Based on these two cases alone, the passage of time and existent “legalities” of the prevailing era, are beside the point when it comes to redressing inhuman acts like the Holocaust and slavery if justice is to be served. “Slavery harmed slaves and thus, indirectly, their descendants.”[18] Furthermore, as there is no statute of limitations when it comes to the Holocaust, it may also be argued that none ought to subsist when it comes to slavery specially since “African Americans were not permitted access to the courts in any significant way – even long after the Thirteenth Amendment abolishing slavery was passed [in December 1865].” Also, consistent with California’s legislation that revised existent statutes of limitations to make sure that “certain Holocaust suits would not be time-barred,”[19] legislation may likewise provide extensions to African Americans so as not to perpetuate past injustices that were each bit as evil as those devoted by the Third Reich.

Therefore, arguments that slavery reparations are illogical and “that tax dollars [and corporate holdings] must not be used for [this] compensation”[20] are evenly as “disgusting.” Per Dr. Martin Luther King (1929-1968), the only practical route is for “all citizens [to] engage as full players in a dialog examining what is the cost of repairing our society to make it evenly accessible to everyone”[21] rather than dismissing and denying the need for past due reparations to the African American community.

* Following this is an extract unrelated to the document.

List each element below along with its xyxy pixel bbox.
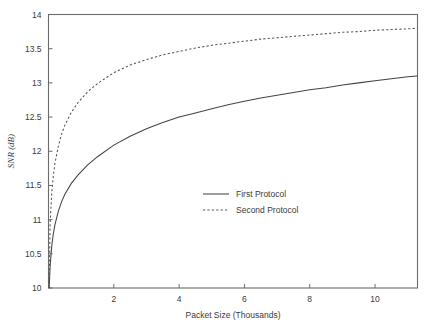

In addition, the commentary offered for the duration of the 1999 Holocaust compensation fight with regards to monetary payments is as suitable to slavery reparations as it was for the duration of these negotiations when it was stated, “how to quantify this in financial terms is a difficult question… Money itself can not fetch back the dead, nor may it erase the memory of years of forced labor, but those seeking compensation say it may be the best system there is.”[22] While no amount of cash nor steps may redress the sins of slavery, such reparations with a formal national condemnation of and apology for the exercise may fetch justice and healing, boost the self-esteem of African Americans, reduce current racial net worth and private property ownership gaps, improve standards of life for black Americans, and provide them with new prospects that might other than as supposed or expected stay unattainable for generations to come.

Although it may be inconceivable to give direct compensation to most slave descendants, each effort ought to be made to locate and recompense those with confirmed direct lineages and to African Americans who had suffered underneath segregation. In addition, slavery reparations funds will have to bestow to black foundations, black scholarships, and black community projects aimed at bettering infrastructure and standards of life, in particular since precedents already subsist for the latter. When Germany begun Holocaust reparations payments, Bonn “funded regarding a third of the total investment in Israel’s electrical system… and almost half the total investment in [Israel’s] railways, [consisting of] diesel engines, cars, tracks, and signaling instrumentation [along with] instrumentation for [agriculture, construction, expanding the country’s] water supply, for oil drilling, and for operating the [country’s] copper mines.”[23]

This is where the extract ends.